Actively forming stars are threaded throughout thick dust in this star-forming region.

Hubble is the most enduring space telescope the world has ever known. Many of its findings could not have been predicted when the concept for this telescope was proposed in 1946. Hubble provided the first confirmation that supermassive black holes exist, and that black holes are at the cores of almost all galaxies. This telescope was the first to confirm an atmosphere around a planet outside our solar system — and showed us the first images of asteroids with tails. It has observed a huge number of cosmic objects, from nearby stars and star-forming regions to more distant merging galaxies and galaxy clusters. Its extensive, precise observations are regularly referenced when astronomers calculate (and recalculate) the expansion rate of the universe itself. This great observatory is always “on” — Hubble takes new images and data daily.
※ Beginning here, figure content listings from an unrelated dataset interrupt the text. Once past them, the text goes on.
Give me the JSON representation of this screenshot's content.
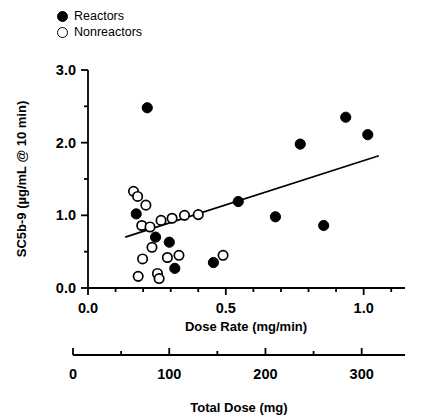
{
  "legend": {
    "position": "top-left",
    "items": [
      {
        "label": "Reactors",
        "marker": "filled-circle-icon"
      },
      {
        "label": "Nonreactors",
        "marker": "open-circle-icon"
      }
    ]
  },
  "chart_data": {
    "type": "scatter",
    "title": "",
    "xlabel": "Dose Rate (mg/min)",
    "ylabel": "SC5b-9 (µg/mL @ 10 min)",
    "xlim": [
      0.0,
      1.15
    ],
    "ylim": [
      0.0,
      3.0
    ],
    "grid": false,
    "xticks": [
      0.0,
      0.5,
      1.0
    ],
    "xticklabels": [
      "0.0",
      "0.5",
      "1.0"
    ],
    "xminor_step": 0.1,
    "yticks": [
      0.0,
      1.0,
      2.0,
      3.0
    ],
    "yticklabels": [
      "0.0",
      "1.0",
      "2.0",
      "3.0"
    ],
    "yminor_step": 0.5,
    "secondary_axis": {
      "label": "Total Dose (mg)",
      "ticks": [
        0,
        100,
        200,
        300
      ],
      "ticklabels": [
        "0",
        "100",
        "200",
        "300"
      ],
      "minor_step": 50,
      "lim": [
        0,
        345
      ]
    },
    "series": [
      {
        "name": "Reactors",
        "marker": "filled-circle",
        "points": [
          [
            0.215,
            2.48
          ],
          [
            0.175,
            1.02
          ],
          [
            0.245,
            0.7
          ],
          [
            0.295,
            0.63
          ],
          [
            0.315,
            0.27
          ],
          [
            0.455,
            0.35
          ],
          [
            0.545,
            1.19
          ],
          [
            0.68,
            0.98
          ],
          [
            0.77,
            1.98
          ],
          [
            0.855,
            0.86
          ],
          [
            0.935,
            2.35
          ],
          [
            1.015,
            2.11
          ]
        ]
      },
      {
        "name": "Nonreactors",
        "marker": "open-circle",
        "points": [
          [
            0.165,
            1.33
          ],
          [
            0.18,
            1.26
          ],
          [
            0.21,
            1.14
          ],
          [
            0.195,
            0.86
          ],
          [
            0.225,
            0.84
          ],
          [
            0.265,
            0.93
          ],
          [
            0.305,
            0.96
          ],
          [
            0.35,
            1.0
          ],
          [
            0.4,
            1.01
          ],
          [
            0.232,
            0.56
          ],
          [
            0.198,
            0.4
          ],
          [
            0.288,
            0.42
          ],
          [
            0.33,
            0.45
          ],
          [
            0.182,
            0.16
          ],
          [
            0.252,
            0.2
          ],
          [
            0.258,
            0.13
          ],
          [
            0.49,
            0.45
          ]
        ]
      }
    ],
    "trendline": {
      "label": "regression-line",
      "x_start": 0.135,
      "y_start": 0.7,
      "x_end": 1.055,
      "y_end": 1.82
    }
  }
}
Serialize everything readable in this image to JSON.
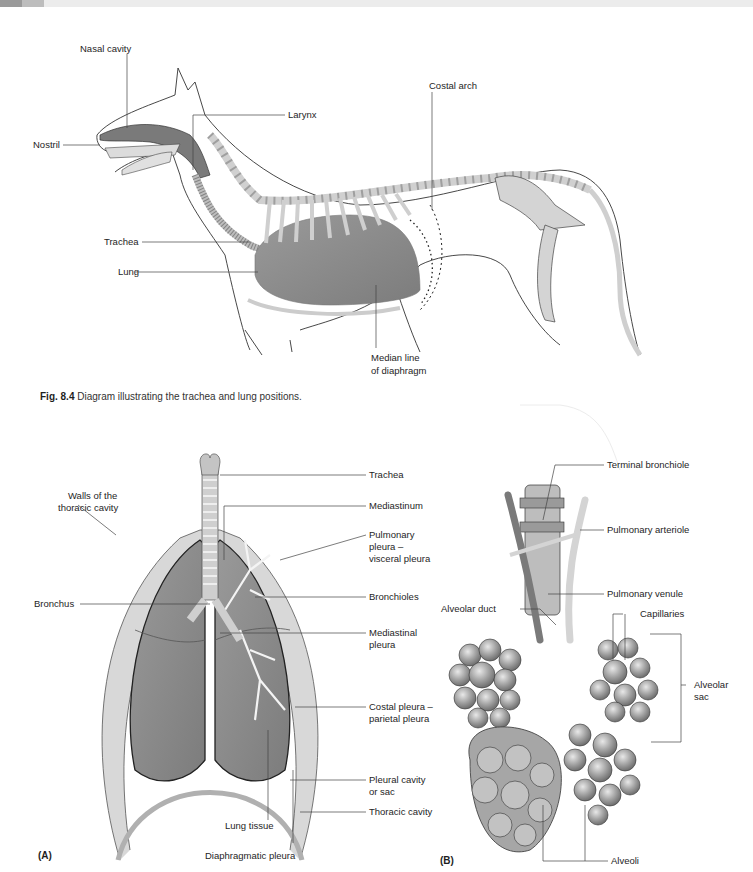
{
  "header": {
    "page_number": "94",
    "colors": {
      "bar": "#ececec",
      "tab": "#9a9a9a"
    }
  },
  "figure_top": {
    "subject": "Dog lateral view with respiratory tract and skeleton",
    "labels": {
      "nasal_cavity": "Nasal cavity",
      "nostril": "Nostril",
      "larynx": "Larynx",
      "costal_arch": "Costal arch",
      "trachea": "Trachea",
      "lung": "Lung",
      "median_line": "Median line",
      "of_diaphragm": "of diaphragm"
    },
    "caption": {
      "fig_number": "Fig. 8.4",
      "text": "Diagram illustrating the trachea and lung positions."
    }
  },
  "figure_a": {
    "panel_label": "(A)",
    "labels": {
      "trachea": "Trachea",
      "walls_1": "Walls of the",
      "walls_2": "thoracic cavity",
      "mediastinum": "Mediastinum",
      "pulmonary_1": "Pulmonary",
      "pulmonary_2": "pleura –",
      "pulmonary_3": "visceral pleura",
      "bronchus": "Bronchus",
      "bronchioles": "Bronchioles",
      "mediastinal_1": "Mediastinal",
      "mediastinal_2": "pleura",
      "costal_1": "Costal pleura –",
      "costal_2": "parietal pleura",
      "pleural_1": "Pleural cavity",
      "pleural_2": "or sac",
      "thoracic_cavity": "Thoracic cavity",
      "lung_tissue": "Lung tissue",
      "diaphragmatic_pleura": "Diaphragmatic pleura"
    },
    "colors": {
      "lung": "#8a8a8a",
      "pleura": "#d6d6d6",
      "wall": "#a8a8a8"
    }
  },
  "figure_b": {
    "panel_label": "(B)",
    "labels": {
      "terminal_bronchiole": "Terminal bronchiole",
      "pulmonary_arteriole": "Pulmonary arteriole",
      "pulmonary_venule": "Pulmonary venule",
      "alveolar_duct": "Alveolar duct",
      "capillaries": "Capillaries",
      "alveolar_1": "Alveolar",
      "alveolar_2": "sac",
      "alveoli": "Alveoli"
    },
    "colors": {
      "alveoli": "#9c9c9c",
      "vessel_light": "#d4d4d4",
      "vessel_dark": "#7a7a7a"
    }
  }
}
Its deeply detailed images capture ultraviolet, visible, and near-infrared light.

In honor of Hubble’s 36th anniversary, the telescope looked at a scene it first captured in 1997: A small portion of a star-forming region about 5,000 light-years away in the constellation Sagittarius, known as the Trifid Nebula. This before-and-after shows changes over incredibly short timescales — and instills a sense of awe and wonder about our ever-changing universe.